Chris Nolan is great, but I've never seen any of the 'Batman' movies all the way through. I know they're good. I just have zero interest in those kinds of movies.
I never faced a pitcher with better stuff than Nolan Ryan.
I've never been one to stay still. I was born a nomad, and I still am a nomad and always will be.
In Hollywood, she's revered, she gets nominated for Oscars, but I've never heard anyone in the public or among my friends say, 'Oh, I love Winona Ryder.'
I never, in my wildest dreams, could I have thought that the first role I get out of school would lead to an Oscar nomination.
Much of the criticism centered around Betsy DeVos focuses on her lack of experience with public schools. While she has shown some interest in 'protecting' students from the non-existent threat of grizzlies wandering onto their campuses, she has never run, taught in, attended, or sent a child to a public school.
I'm never gonna go into a studio and work for a whole year non-stop. Just every day on my own in the studio working, it's just too damn hard.
I'm a very great non-violent character. I would never resort to violence to change anything.
There is no 'Bat Out of Hell III.' That should have never happened. To me, that record is nonexistent. It doesn't exist.
Robert Mapplethorpe asked me to write our story the day before he died. I had never written a book of nonfiction, and so it took me almost two decades to write that book.
I kept auditioning, with no savings and no money, credit card debt gaining interest. I went on unemployment. I bought ramen noodles at dollar stores. I never had to - God forbid - live on the streets.
I can make things, but I don't cook them, exactly. Like salmon, I can stick that in a pan. Or the other day I made noodles, but they were hard. It never occurred to me to check them; I just stopped cooking them when I felt they were ready. Really, I'm too absentminded.
Never get out of bed before noon.
I'd like to be settled into somewhat of a normal life. Somewhat. I know it's never going to be completely normal.
Subconsciously, there was always an actor inside me. But while growing up, it was a very normal childhood because my dad never got films to the dining table and never discussed films.
I used to daydream in class about what it'd be like to be a singer. It's what I wanted to be ever since I was little, but I never knew if it'd happen or not. I was just a normal girl who was doing all the things teenagers do, but on the side, I was attending music camps and going to songwriting sessions.
I never thought that tailoring was something that normal people did; I just thought that it was something that guys who had suits made of Italian silk depended on, and I wish someone had told me what a difference tailoring makes!
I never really approach collaborations as kind of normal things where they're arranged and they happen because you've arranged them. I've always been like this, I just have friends I hang out with, and while we're hanging out, if music happens then it happens.
After high school, I earned a scholarship to play Division I soccer at a small school in North Carolina, but I didn't get much playing time, which forced me to determine who I was beyond the field, something I had previously never had to do.
I'd never get elected if people in North Carolina realized how liberal I am.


### THE PROBLEM
The whole listing, exactly as given: write it out, leaving out each image.

EXTRACTED ENTRIES Start Marker

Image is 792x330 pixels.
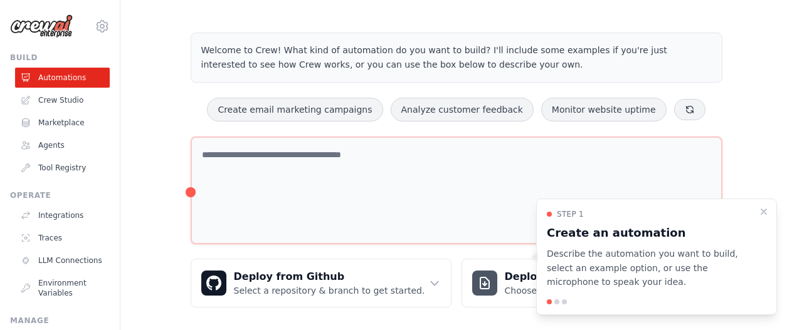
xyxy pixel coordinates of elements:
[15,135,110,156] a: Agents
[541,98,667,122] button: Monitor website uptime
[759,207,769,217] button: Close walkthrough
[15,251,110,271] a: LLM Connections
[10,191,110,201] div: Operate
[201,43,712,72] p: Welcome to Crew! What kind of automation do you want to build? I'll include some examples if you'...
[15,68,110,88] a: Automations
[391,98,534,122] button: Analyze customer feedback
[557,209,584,219] span: Step 1
[15,113,110,133] a: Marketplace
[15,228,110,248] a: Traces
[505,270,624,285] h3: Deploy from zip file
[10,53,110,63] div: Build
[10,316,110,326] div: Manage
[15,90,110,110] a: Crew Studio
[207,98,383,122] button: Create email marketing campaigns
[729,270,792,330] iframe: Chat Widget
[505,285,624,297] p: Choose a zip file to upload.
[15,206,110,226] a: Integrations
[547,247,751,290] p: Describe the automation you want to build, select an example option, or use the microphone to spe...
[15,158,110,178] a: Tool Registry
[234,270,425,285] h3: Deploy from Github
[15,273,110,304] a: Environment Variables
[234,285,425,297] p: Select a repository & branch to get started.
[10,14,73,38] img: Logo
[547,225,751,242] h3: Create an automation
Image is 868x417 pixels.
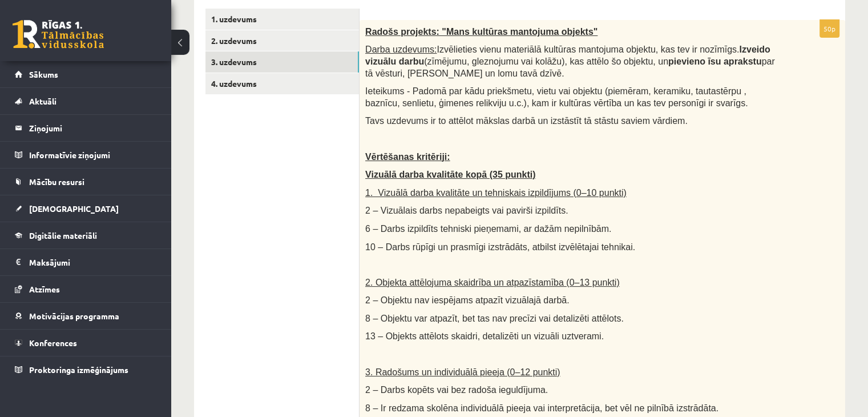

EXTRACTED ENTRIES End Marker

### RESULT OF THIS TASK
Image is 792x330 pixels.
xyxy pixel coordinates of elements:
[15,135,110,156] a: Agents
[541,98,667,122] button: Monitor website uptime
[759,207,769,217] button: Close walkthrough
[15,251,110,271] a: LLM Connections
[10,191,110,201] div: Operate
[201,43,712,72] p: Welcome to Crew! What kind of automation do you want to build? I'll include some examples if you'...
[15,68,110,88] a: Automations
[391,98,534,122] button: Analyze customer feedback
[557,209,584,219] span: Step 1
[15,113,110,133] a: Marketplace
[15,228,110,248] a: Traces
[505,270,624,285] h3: Deploy from zip file
[10,53,110,63] div: Build
[10,316,110,326] div: Manage
[15,90,110,110] a: Crew Studio
[207,98,383,122] button: Create email marketing campaigns
[729,270,792,330] iframe: Chat Widget
[505,285,624,297] p: Choose a zip file to upload.
[15,206,110,226] a: Integrations
[547,247,751,290] p: Describe the automation you want to build, select an example option, or use the microphone to spe...
[15,158,110,178] a: Tool Registry
[234,270,425,285] h3: Deploy from Github
[15,273,110,304] a: Environment Variables
[234,285,425,297] p: Select a repository & branch to get started.
[10,14,73,38] img: Logo
[547,225,751,242] h3: Create an automation
Image is 868x417 pixels.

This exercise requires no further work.